For me, this is not only an amazing biography of the writer, which is impossible to believe, but, first of all, the story of a very unhealthy relationship between son and mother. I cried terribly twice - when I read the novel and when I looked in on Wikipedia to find out how this life ended. “You can explain everything with nervous depression. But in that case, it should be borne in mind that it has been going on since I became an adult, and that it was she who helped me adequately to do the literary craft,” Romain Gary wrote these words before how to commit suicide.

Orhan Pamuk

"My strange thoughts"

This is not a book - it is a song in honor of one of the best cities in the world. Istanbul is one of the main characters here: the city lives and breathes, it grows and changes.

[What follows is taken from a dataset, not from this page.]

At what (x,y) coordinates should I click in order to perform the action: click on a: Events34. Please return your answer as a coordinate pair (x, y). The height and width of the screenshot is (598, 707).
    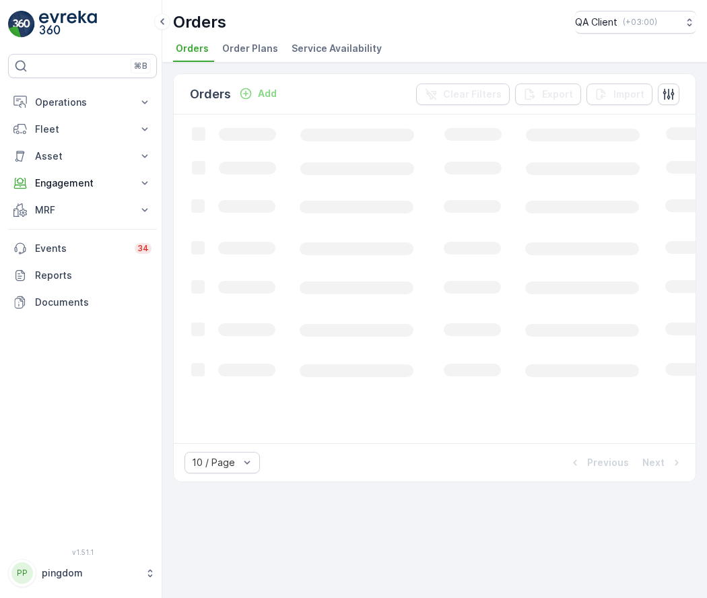
    Looking at the image, I should click on (82, 248).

Pamuk, in love with his city, tells his story with the words of a street vendor: who else can better know and feel the huge expanding anthill on the shores of the Bosphorus. “Museum of Innocence” Pamuk, by the way, I could not read - it turned out, not at all mine. And "My strange thoughts" - this is the beauty of the language, and all the recognized literary abilities of the author, and in a sense, a sociological study. Read in one breath.

It also seemed to me that there was a feminist optics in the text. Orhan Pamuk scrupulously writes out female heroines, speaking about the difficulties faced by the liberated women of the East. There are so many injustices, pains and humiliations in these fates, the reader sees for himself - and it’s impossible not to become a feminist after reading it.

Helen Fielding

"Bridget Jones's Diary"

I advise you to read in English and not to disregard the second part - it is, in spite of everything, no worse than the first. This is probably one of the funniest texts I've ever met in my life. And the episode not included in the films, in which Bridget Jones interviews Colin Firth, I reread in moments of the blackest melancholy - and it dissipates.

I do not want to pronounce the obvious, but the literary basis in this case is much larger than the films that made Bridget Jones the heroine of popular culture. The books have a corporate British humor, accurately recorded the life of a young journalist and seeks to find answers to eternal questions. And, again, the most important thing is that it is very, very funny.

Dmitry Vodennikov

"Promise"

The Promise is a book of poems by the poet Dmitry Vodennikov. I first heard about him when the composer Alexander Manotskov spoke about Vodennikov's cycle "Poems to the Son" as the most important poetic statement on the topic. It was on a series of poems about me evenings that took place in House 12 - ibid, without departing from the ticket office, I took a bottle of wine, sat down to read these poems and seemed to go out into space.

I have a corpus of my favorite poets, which either expands or contracts, but since then Vodennikov’s works have been separated from him. I found answers to important questions in these poems. The author himself says: "Poems should help people live." His poems do it.

Arkan Kariv

"Translator"

I stumbled upon the name of Arkan on Snob, where several of his short stories were published. Something in them hooked me, I went to see what else happened with the author, and came across the novel "Translator". How I laughed when I read it, you can't imagine. Having finished reading, I decided that the author is my soul mate and I will certainly marry him, but fate decreed otherwise.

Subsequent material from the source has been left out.